Sorry I’ve been quieter here than usual. Those of you who also follow me on Twitter or have seen my stream in the sidebar will probably know that I’m bolted into my study in the final throes of My Memories of a Future Life. (Can’t tell you much about it yet, but it has its own Twitter ID.) So my blog has forgotten it has an owner, Dave has forgotten he’s got a wife… or he thinks I’ve forgotten him. The upshot is that I can’t talk sensibly about anything that isn’t happening to my characters in their time of crisis.
Anyway, while I do these most final of final edits, I invented a little tool that I thought you might find useful if you’re also at the last pass. I’m calling it the critical list.

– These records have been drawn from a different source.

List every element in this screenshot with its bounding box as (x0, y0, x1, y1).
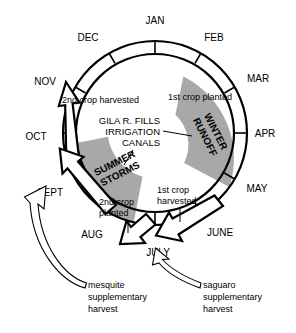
mesquite-harvest-line1: mesquite (88, 280, 125, 290)
mesquite-arrow (25, 186, 87, 288)
gila-note-line-3: CANALS (122, 137, 160, 148)
month-label-mar: MAR (247, 73, 269, 84)
second-crop-harvested-label: 2nd crop harvested (62, 95, 139, 105)
month-label-aug: AUG (81, 229, 103, 240)
saguaro-harvest-line1: saguaro (203, 280, 236, 290)
mesquite-harvest-line3: harvest (88, 304, 118, 314)
month-label-june: JUNE (207, 227, 233, 238)
second-crop-planted-label-line2: planted (99, 208, 129, 218)
month-label-oct: OCT (25, 131, 46, 142)
saguaro-arrow (153, 248, 202, 288)
month-label-feb: FEB (204, 32, 224, 43)
month-label-dec: DEC (77, 32, 98, 43)
saguaro-harvest-line3: harvest (203, 304, 233, 314)
first-crop-planted-label: 1st crop planted (168, 92, 232, 102)
diagram-root: WINTER RUNOFF SUMMER STORMS JAN FEB MAR … (0, 0, 296, 333)
gila-note-line-2: IRRIGATION (105, 126, 160, 137)
first-crop-harvested-label-line1: 1st crop (157, 185, 189, 195)
tick-dec (109, 53, 115, 63)
second-crop-planted-label-line1: 2nd crop (99, 197, 134, 207)
gila-note-line-1: GILA R. FILLS (99, 115, 160, 126)
month-label-jan: JAN (146, 15, 165, 26)
mesquite-harvest-line2: supplementary (88, 292, 148, 302)
month-label-may: MAY (247, 183, 268, 194)
tick-feb (195, 53, 201, 63)
tick-nov (75, 87, 85, 93)
first-crop-harvested-label-line2: harvested (157, 196, 197, 206)
month-label-nov: NOV (34, 76, 56, 87)
saguaro-harvest-line2: supplementary (203, 292, 263, 302)
cycle-diagram: WINTER RUNOFF SUMMER STORMS JAN FEB MAR … (0, 0, 296, 333)
footnote-labels: mesquite supplementary harvest saguaro s… (88, 280, 263, 314)
month-label-apr: APR (255, 128, 276, 139)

What I’m doing at this stage is test-driving the whole book to see it works as it’s supposed to. Speed is of the essence. When we edit we read slowly which is great for detail but gives us a distorted idea of the pace. When we read at the speed a reader does, we understand the flow.
I’m finding points that need a tweak, but that can bog me down to that detail-obsessive snail pace again, which I don’t want. So I make a change, whip out a sentence here or reword something there, and keep a note of the page number so that I can come back and check it at editing speed later. Then I go on through the manuscript, running it at the speed a normal reader would.

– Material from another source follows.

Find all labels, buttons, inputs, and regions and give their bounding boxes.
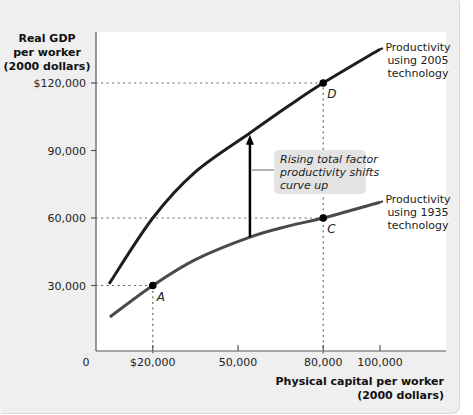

Big deal, huh? Sorry. This is probably the least profound post I have ever written on the storytelling art. You are probably wondering if I’ve lost my senses, but such has my world shrunk while in the grip of this book. You’re very welcome to share your most trivial writing tip ever in the comments, and I’ll be delighted you said hi.
Thank you, Christina Welsh, for the picture – and back soon.